@AndFinally had the great idea of having a retrospective on the theme of the awesome book Creativity, Inc. It’s about how to build a culture of inspiration.
Here’s one quote from it:
“A company’s communication structure should not mirror its org structure. Everybody should be able to talk to anybody.”
The flavour of the book is best summed up by other people though. As the book title suggests, creativity is a big theme. According to Steve Jobs…
Creativity is just connecting things. When you ask creative people how they did something, they feel a little guilty, because they didn’t really do it, they just saw something. It seemed obvious to them after a while. That’s because they were able to connect experiences they’ve had and synthesize new things…
The most consistently creative and insightful people are explorers. They spend an enormous amount of time seeking out new people and different ideas, without necessarily trying very hard to find the “best” people or “best ideas”. Instead, they seek out people with different views and different ideas.
Along with this continuous search for new ideas, these explorers do another interesting thing: They winnow down their most recently discovered ideas to the best ones through their habit of bouncing them off everyone they meet – and remember they meet many sorts of different people.
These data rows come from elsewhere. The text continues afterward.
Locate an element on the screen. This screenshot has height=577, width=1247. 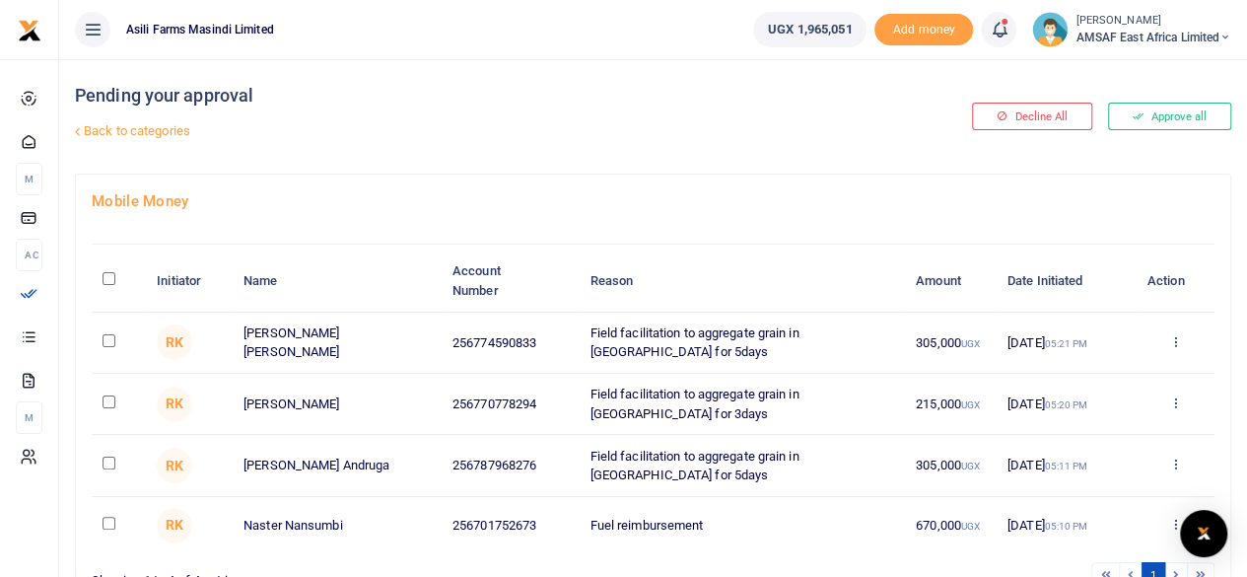
span: AMSAF East Africa Limited is located at coordinates (1153, 37).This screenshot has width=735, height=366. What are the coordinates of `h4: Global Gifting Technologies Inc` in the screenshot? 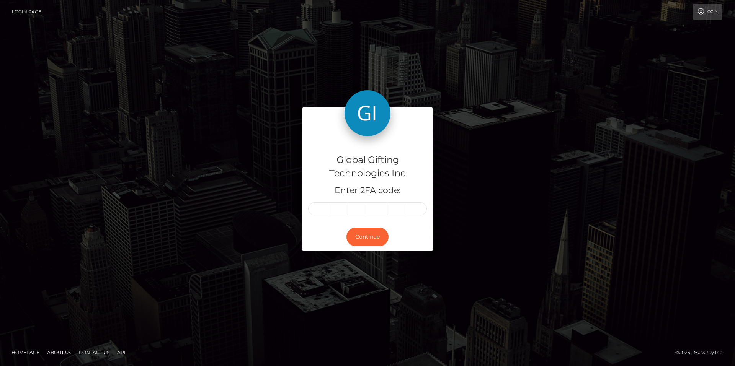 It's located at (367, 167).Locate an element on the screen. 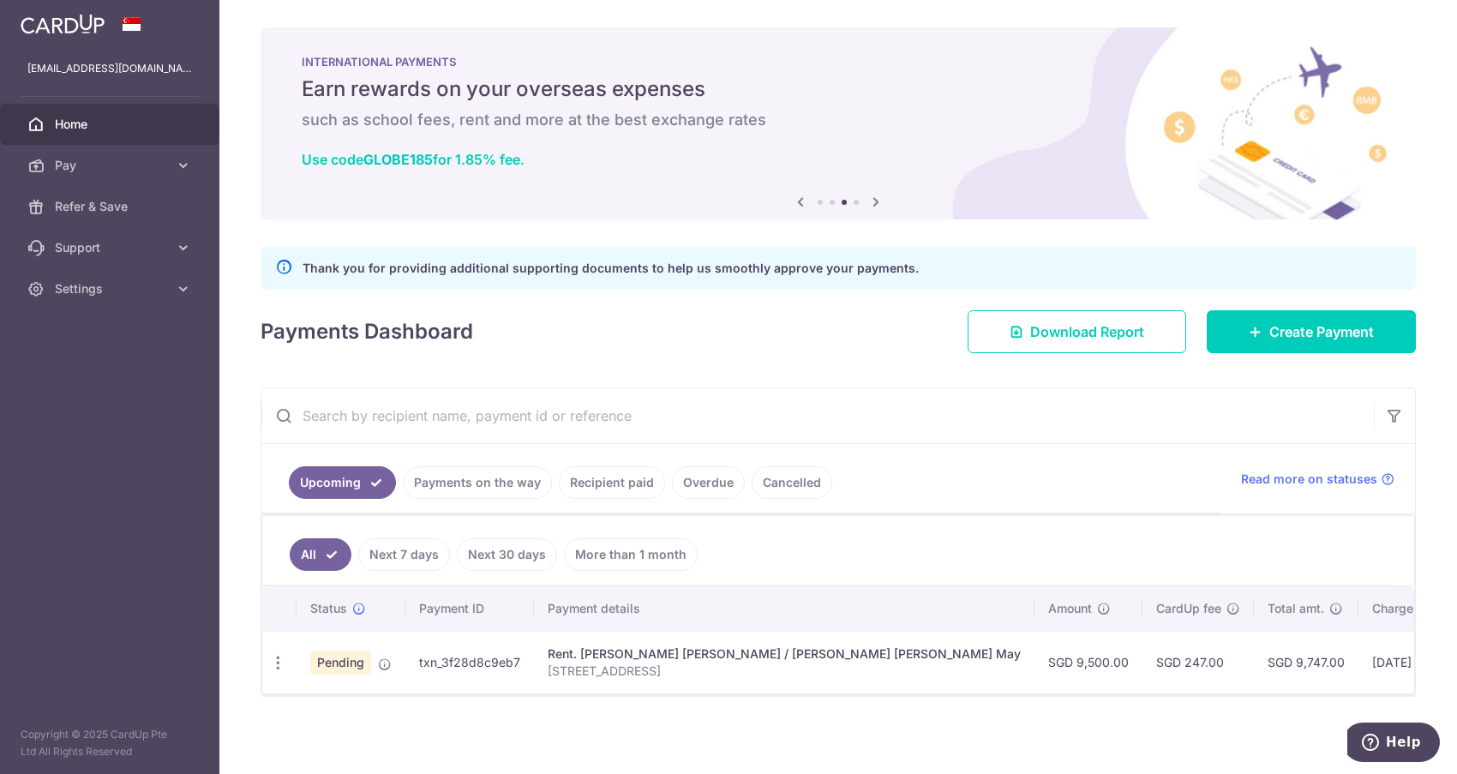  h5: Earn rewards on your overseas expenses is located at coordinates (838, 89).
Diversity of viewpoint and experience is an important success factor when harvesting innovative ideas.
The book “Social Physics” captures the importance of the team when it comes to creativity…
Unexpectedly, we found that the factors most people usually think of as driving group performance – i.e. cohesion, motivation, and satisfaction – were not statistically significant. The largest factor in predicting group intelligence was the equality of conversational turn taking; groups where a few people dominated the conversation were less collectively intelligent than those with a more equal distribution of conversational turn taking.
The second most important factor was the social intelligence of a group’s members, as measured by their ability to read each other’s social signals. Women tend to do better at reading social signals, so groups with more women tended to do better.
[I’m skipping the detail about how the experiments were carried out]
What these sociometric data showed was that the pattern of idea flow by itself was more important to group performance than all the other factors and, in fact, was as important as all other factors taken together. Think about it: Individual intelligence, personality, skill, and everything else together mattered less than the pattern of idea flow.
Wen and I found that three simple patterns accounted for approximately 50 percent of the variation in performance across groups and tasks. The characteristics typical of the highest-performing groups included:
1) a large number of ideas: many very short contributions rather than a few long ones;
2) dense interactions: a continuous, overlapping cycling between making contributions and very short (less than one second) responsive comments (such as “good”, “that’s right”, “what?”, etc.)
3) diversity of ideas: everyone within a group contributing ideas and reactions, with similar levels of turn taking among the participants.
A more in-depth review of Creativity, Inc can be found here.